Corrections admits it has opened itself up to the possibility of legal action as it may have broken the law by confining women to their cells for more than 23 hours a day.
On multiple occasions this year, inmates at the Auckland Region Women's Correctional Facility (ARWCF) in South Auckland have been denied the minimum one hour out of their cells each day required under the Corrections Act 2004.
In an interview with RNZ at the prison, Chief Custodial Officer Neil Beales said Corrections did not have adequate records to check how many times this had occurred or whether it was justified on health or security grounds.
"There are times there where I just don't have the data available, or the depth and the detail of the data, to be sure that the ... law hasn't been breached."
Records were so poor that when RNZ first raised the issue with Corrections on 29 April, prison managers had to review CCTV footage to check when the women had been out of their cells.
After reviewing footage for the four days between 29 March and 1 April, for which no records had been kept, managers found that on 16 out of 30 occasions women were locked up for longer than 23 hours.
Beales acknowledged that the department could now be open to legal challenges, because he could not be sure whether the law had been broken.
"If somebody wanted to do that [take legal action], then that's entirely their prerogative to do that and we'd have to deal with that as it comes."
Beales said prison managers admitted mistakes had been made.
"They've owned that, they've acknowledged that there are certain things that weren't happening that should have been happening. I can tell you now that that's not happening right now at this site."
Beales said a new monitoring and recording system was in place and all women were now getting their minimum entitlements of at least an hour of exercise outside of their cells each day.
However, about 90 women in the high security unit were still confined to their cells for extended periods, getting just 90 minutes out of their cells each day for exercise.
Beales said in addition to the 90 minutes, some, but not all, of the women had additional time out for programmes, workshops and other activities.
"Some of them refuse to work, some of them can't work. So you've got gang issues, you can't unlock them with other people. There might be health issues or whatever. But when you unlock people, you've got to then have the staff to supervise them, and you've got to put them somewhere to do something and you don't always have that."
Under the United Nations' Nelson Mandela Rules, anything longer than 22 hours in a cell a day without meaningful human contact meets the definition of solitary confinement.
Beales said the long lockup hours were necessary.
"To have them wandering around the yards in each other's faces, becoming violent, hostile with each other, because there isn't anything else for them to do at that moment in time, is probably worse for them," he said. "If they're in a cell, they've got the TV, they've got their books. They're not sitting in a barren cell with nothing."
After reporting earlier this week on the findings of an internal review, which said ARWCF had a punitive culture, dysfunctional management and staff who were too quick to resort to force, RNZ was given a tour of the prison.
RNZ was shown areas of the prison where women were working - for between 20 and 60 cents an hour - packing goods and sewing face masks.
ARWCF, which has 371 inmates - 67 percent of whom are Māori - also has a mothers unit, with two babies currently on site.
While Beales accepted the prison had failed to give some inmates their minimum entitlements to time outside their cells, he rejected the review's finding that the jail had a punitive culture.
"I don't agree with it. I've visited the site on many occasions. I have walked this site on many occasions. It's not what I see."
He said there had been an increase in the use of force at the prison over recent years but that was true of all prisons and gangs were a driving factor.
"I don't expect our staff to stand there and be attacked and get hurt as part of their job. If a member of staff is required to use force in order to keep themselves safe, they are trained to do that," he said.
"I don't see a culture of it here that would lend me to believe that there is an automatic use of force when there's a problem."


All entries are to be transcribed exactly. Pictures are not part of the copy.

Top of Data for processing

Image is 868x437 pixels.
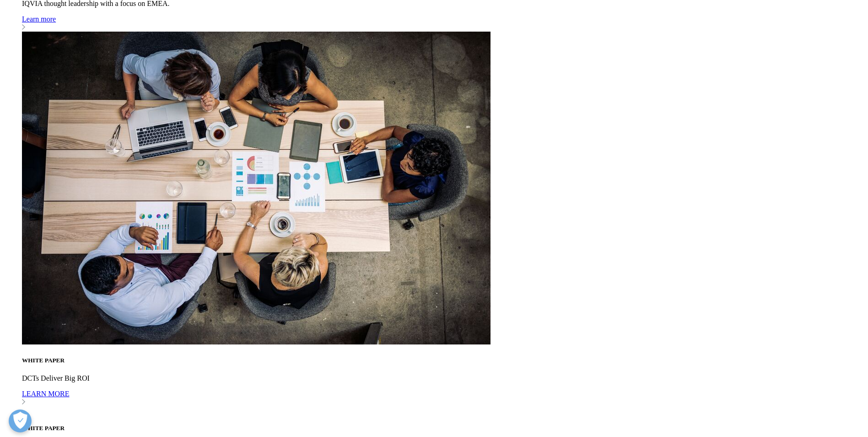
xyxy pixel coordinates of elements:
a: LEARN MORE [22,390,864,406]
h5: WHITE PAPER [22,357,864,364]
p: DCTs Deliver Big ROI [22,374,864,382]
img: 1127_group-of-financial-professionals-analyzing-markets.jpg [22,32,491,345]
button: Open Preferences [9,410,32,433]
a: Learn more [22,15,864,32]
h5: WHITE PAPER [22,425,864,432]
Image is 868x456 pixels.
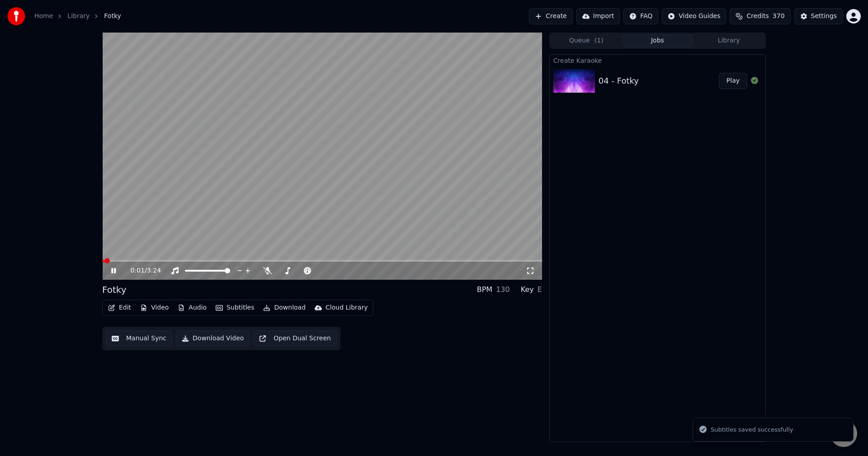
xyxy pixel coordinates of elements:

Bottom of Data for processing

▸ **Output of the task**
Image is 868x437 pixels.
xyxy pixel coordinates of elements:
a: LEARN MORE [22,390,864,406]
h5: WHITE PAPER [22,357,864,364]
p: DCTs Deliver Big ROI [22,374,864,382]
img: 1127_group-of-financial-professionals-analyzing-markets.jpg [22,32,491,345]
button: Open Preferences [9,410,32,433]
a: Learn more [22,15,864,32]
h5: WHITE PAPER [22,425,864,432]
Image is 868x456 pixels.
xyxy pixel coordinates of elements:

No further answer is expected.